Oh damn. The proverbial catwalk fashion model has twisted her proverbial ankle and proverbially fallen off of the catwalk into the crowd. I slowly stood up, looking as cool and business smart as possible, and sauntered back into the second row where Sheena sat patiently waiting for me to stop making an ass of myself.

The two competing teams took turns standing in front of first a new yellow Beetle, and then a new black Beetle, performing their commercials. After about an hour the teams had finished performing, we had finished our requisite audience shots, and it was time to leave. Everyone stood up and started filing out the doors when the production assistant pulled Sheena and me aside.

“Would you stay behind so we can shoot some additional material with you?” she asked.

“Of course,” we said. Aha! I must have nailed the dead-eyed catwalk fashion model impersonation after all! My TV debut was going great!

Back in the parking lot, the director asked us to stand in front of Lavern’s bus and tell him what we thought about each team’s performance. After explaining how corny we thought Team Apex was, the director had one more request.

“Okay, okay. Now we want you to look into the camera and say ‘You qualify, Beetle up!’ can you do that?” We were supposed to point at the camera with both fingers when we said “you qualify”, and then transition to two thumbs up when we said “Beetle up.” And all this after I had just gotten done reprimanding Team Apex for being corny.

“All right…ACTION!”

“You qualify, Beetle up!” we echoed.

“CUT! You were pointing while she was doing the thumbs up. Can we roll it again? Pointing first, then thumbs. ACTION!”
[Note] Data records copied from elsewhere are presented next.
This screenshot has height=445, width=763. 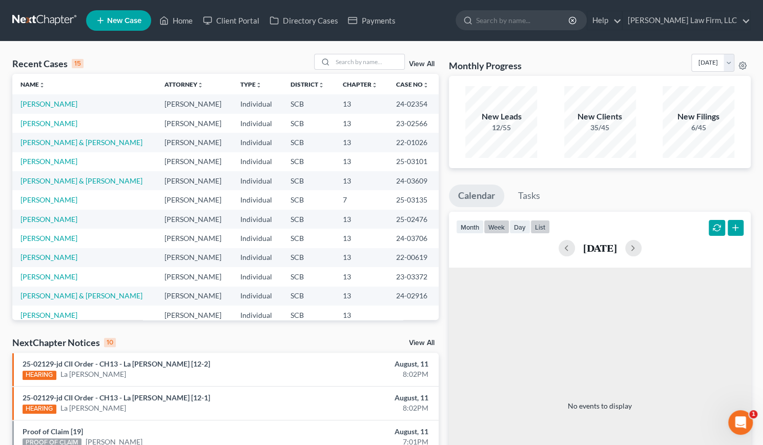 What do you see at coordinates (422, 64) in the screenshot?
I see `a: View All` at bounding box center [422, 64].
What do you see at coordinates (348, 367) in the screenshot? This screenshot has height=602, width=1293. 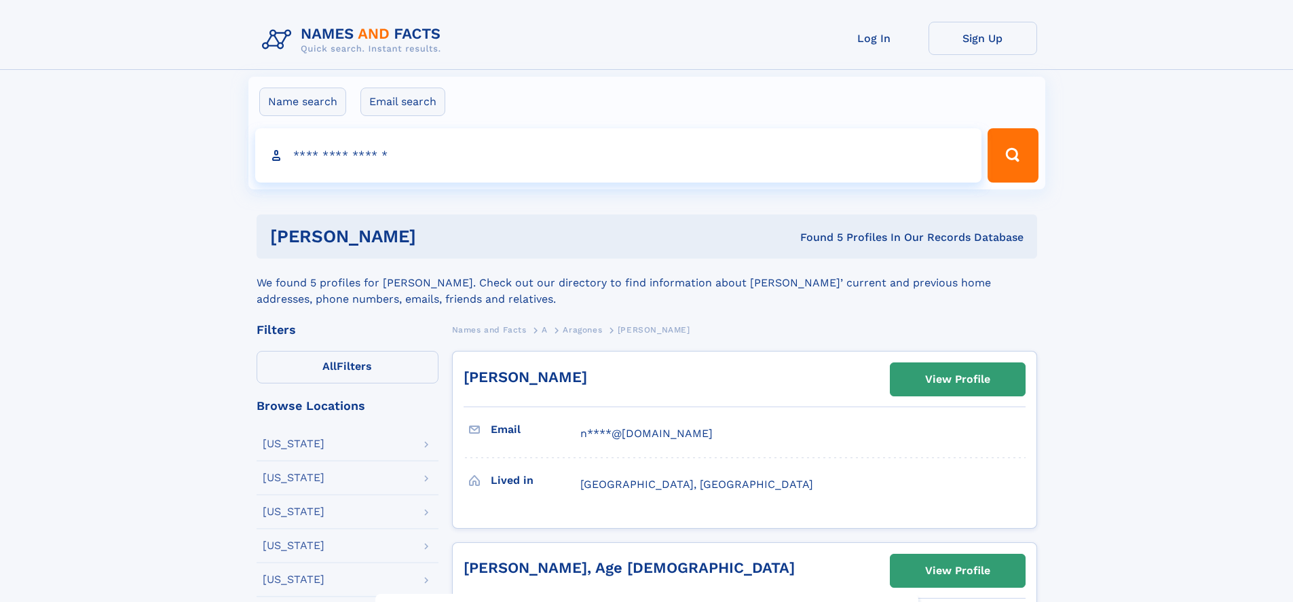 I see `label: Filters` at bounding box center [348, 367].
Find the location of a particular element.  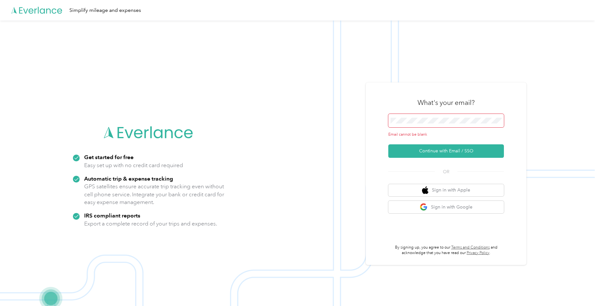

p: Easy set up with no credit card required is located at coordinates (133, 165).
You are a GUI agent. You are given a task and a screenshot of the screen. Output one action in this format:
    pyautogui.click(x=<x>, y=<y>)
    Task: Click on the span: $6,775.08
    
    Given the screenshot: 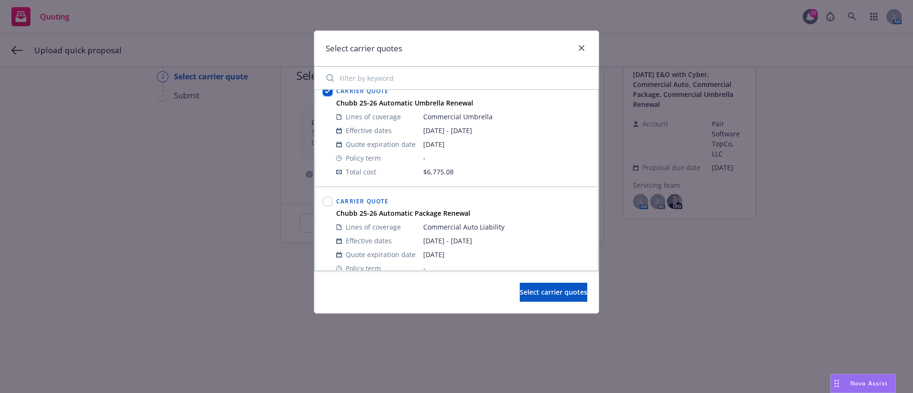 What is the action you would take?
    pyautogui.click(x=439, y=172)
    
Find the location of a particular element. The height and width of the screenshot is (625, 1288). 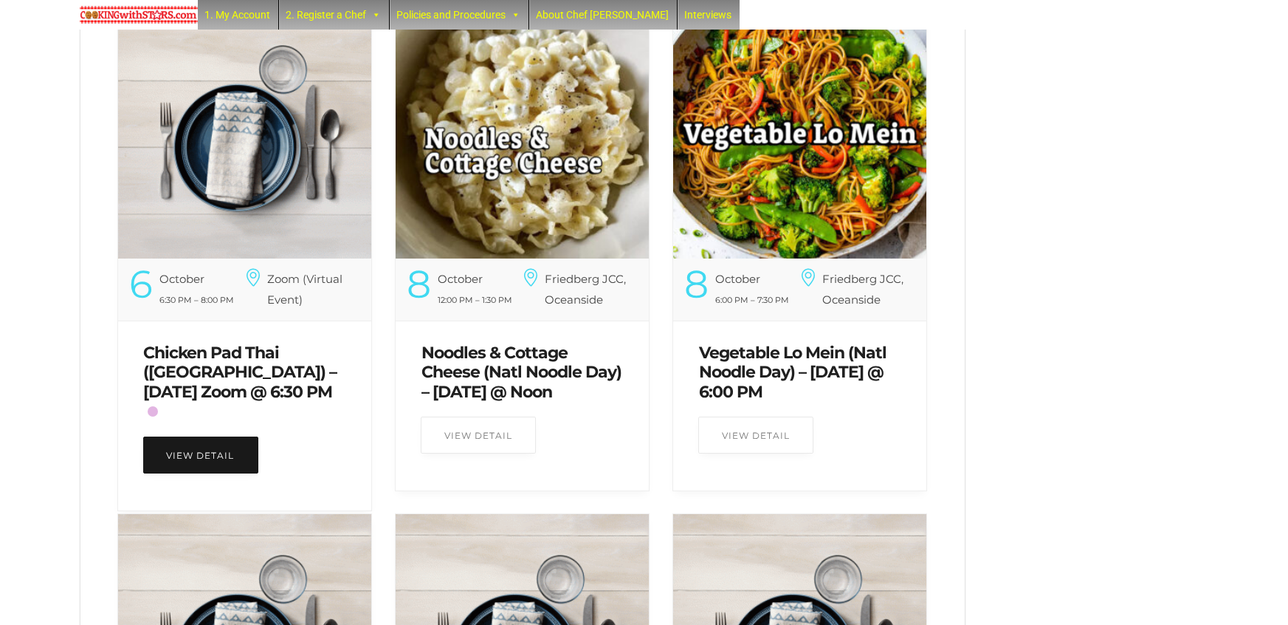

h6: Zoom (Virtual Event) is located at coordinates (305, 289).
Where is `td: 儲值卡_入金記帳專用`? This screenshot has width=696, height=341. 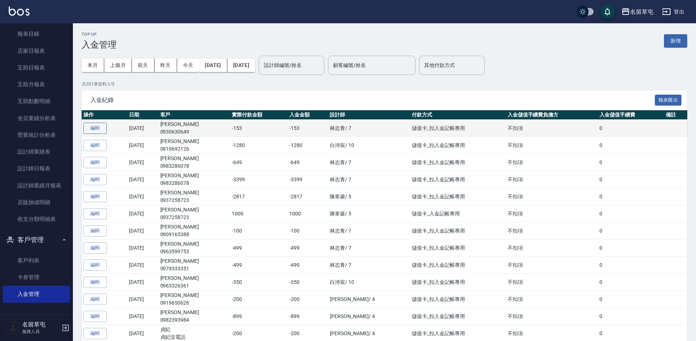 td: 儲值卡_入金記帳專用 is located at coordinates (458, 214).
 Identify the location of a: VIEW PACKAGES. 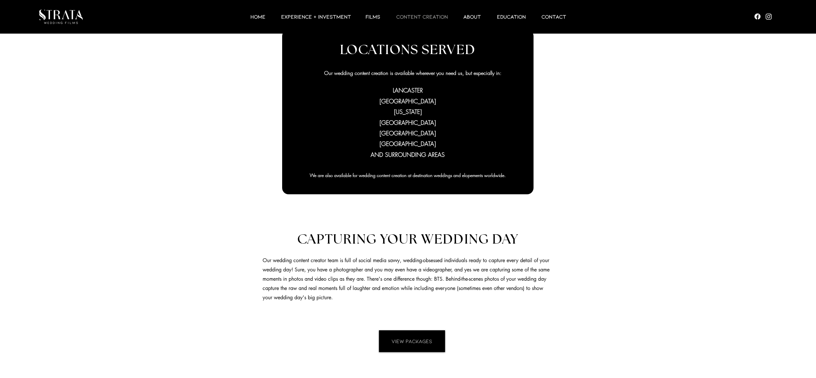
(412, 342).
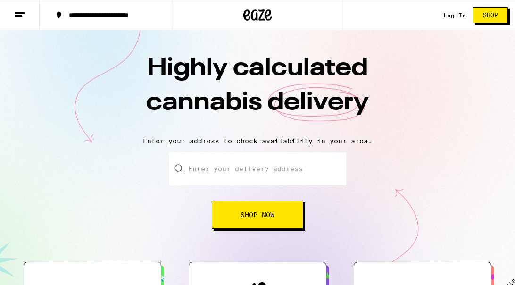  What do you see at coordinates (258, 215) in the screenshot?
I see `span: Shop Now` at bounding box center [258, 215].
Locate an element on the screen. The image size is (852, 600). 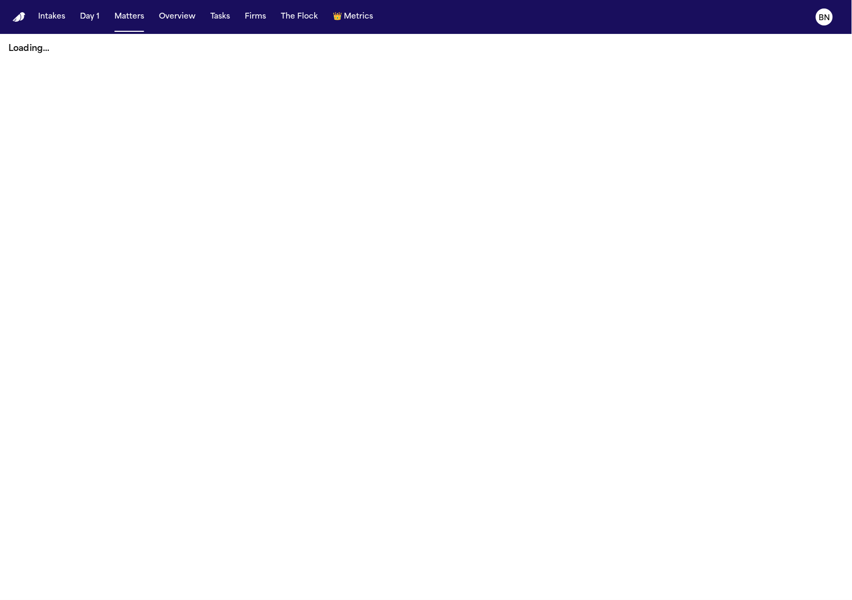
button: Firms is located at coordinates (255, 17).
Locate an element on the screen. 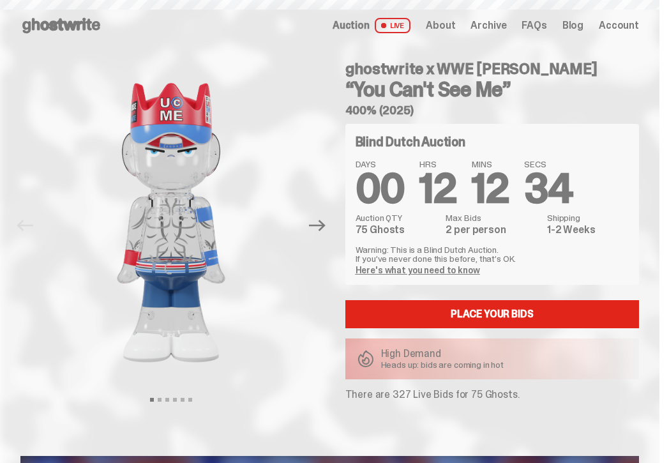 The image size is (669, 463). button: View slide 1 is located at coordinates (152, 400).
“You qualify, Beetle up!” we repeated.

“Wait, wait, I messed up again,” Sheena cried. “I pointed, but my thumbs were up at the same time like little guns. Let’s do it again.”

“Okay, two…one…ACTION!”

“You qualify, Beetle up!”

The last time everything went perfectly. We were in synch like a well-tuned boyband, our fingers pointed in harmony to the rolling camera, and then deftly transitioned to the thumbs-up position to the backdrop of our cheesy smiling faces. Our TV debut. Let’s just hope that the footage is lost in a building fire and never sees the light of day.